Bridgerton’s first spin-off, Queen Charlotte, surprisingly brings back Lady Whistledown and creates a double-pronged plot-hole in the process. Given the popularity of Julie Andrews’ fake gossip slinger, Queen Charlotte using her as the narrator to set the scene on each episode must have been an easy choice. But thinking about it for more than a minute causes an issue.
Bridgerton of course reveals that Penelope Featherington is Lady Whistledown and was behind the ton’s secret gossip columnist. That happened in 1814 in Bridgerton’s timeline, some 34 years after the events of Queen Charlotte (which predated Penelope’s birth by some way). That in itself isn’t an issue, as the logical assumption would be that the narrative device of using Lady Featherington was merely a point of continuity and could be explained as she wrote the full story down. Even that has a pretty big issue, though.
Why Lady Whistledown’s Queen Charlotte Return Is A Problem
Queen Charlotte changes how Lady Whistledown works in the first few seconds of episode one. Opening with a voiceover that explains to the viewer (not the reader of her gossip sheet) that Queen Charlotte is only inspired by history and is not seeking historical accuracy takes Whistledown out of her own universe. Her voice-overs previously were the actual words of her scandal papers, addressing the residents of the ton (her dear and gentle readers), but to remind the real world audience of Shonda Rhimes’ creativity with history gives Whistledown powers she shouldn’t actually have. That’s problem one.
The Bigger Issue With Lady Whistledown’s Queen Charlotte Role
Even if you put the narrative logic aside and accept that Whistledown is simply writing the history of Queen Charlotte for her readers, there’s an even bigger issue for her being the narrator. There’s no way she could possibly be accurate. As Bridgerton established, Whistledown could only write on the things she saw: when Penelope didn’t attend the royal ball, she was unable to write a single word about it.

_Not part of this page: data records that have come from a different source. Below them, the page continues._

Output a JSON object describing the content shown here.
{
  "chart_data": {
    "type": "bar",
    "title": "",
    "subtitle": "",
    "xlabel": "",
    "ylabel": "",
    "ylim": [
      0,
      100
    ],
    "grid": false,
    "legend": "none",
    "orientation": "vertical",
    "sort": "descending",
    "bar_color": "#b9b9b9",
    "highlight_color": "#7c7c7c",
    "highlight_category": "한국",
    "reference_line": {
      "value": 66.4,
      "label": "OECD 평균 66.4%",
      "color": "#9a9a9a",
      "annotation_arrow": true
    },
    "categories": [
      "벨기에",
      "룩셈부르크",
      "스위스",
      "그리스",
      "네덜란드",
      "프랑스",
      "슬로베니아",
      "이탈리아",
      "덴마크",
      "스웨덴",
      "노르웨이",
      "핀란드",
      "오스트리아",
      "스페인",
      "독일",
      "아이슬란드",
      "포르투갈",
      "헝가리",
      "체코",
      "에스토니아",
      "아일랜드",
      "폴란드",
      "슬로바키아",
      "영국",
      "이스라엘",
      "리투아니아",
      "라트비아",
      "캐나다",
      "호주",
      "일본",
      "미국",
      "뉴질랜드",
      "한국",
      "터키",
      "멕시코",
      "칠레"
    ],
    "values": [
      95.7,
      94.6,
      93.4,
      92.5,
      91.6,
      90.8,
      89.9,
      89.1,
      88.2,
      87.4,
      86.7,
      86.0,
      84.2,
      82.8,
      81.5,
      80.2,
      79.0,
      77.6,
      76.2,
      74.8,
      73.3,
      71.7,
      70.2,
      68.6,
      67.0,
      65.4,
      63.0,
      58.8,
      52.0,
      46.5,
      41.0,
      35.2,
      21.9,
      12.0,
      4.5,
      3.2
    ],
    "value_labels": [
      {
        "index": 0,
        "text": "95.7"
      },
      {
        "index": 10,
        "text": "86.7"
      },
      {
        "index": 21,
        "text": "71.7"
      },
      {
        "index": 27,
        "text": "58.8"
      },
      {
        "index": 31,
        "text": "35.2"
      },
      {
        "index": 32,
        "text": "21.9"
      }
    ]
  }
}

The idea, then, that Penelope could retell the most intimate details of a royal marriage that was so tightly kept under wraps – especially because of the concerns of undermining the Crown of King George’s illness was revealed – is ludicrous. There is no logical way of establishing how Whistledown could be aware of the smallest shared details, the disarmed secret intimacies, and the scandalous controversies. But as the narrator, she has to know it all for her role to even work.
Even without the issue of access to Queen Charlotte and King George, or the bedroom of Reynolds and Brimsley, or the solitary walks of Lady Danbury, Whistledown herself said that marriages are secret things whose sanctity she would not mess with. Revealing the true story of Queen Charlotte’s romance and struggles with King George will completely break her own rule. And in the interest of a Bridgerton link, Queen Charlotte forgets way too much of what Lady Whistledown actually is.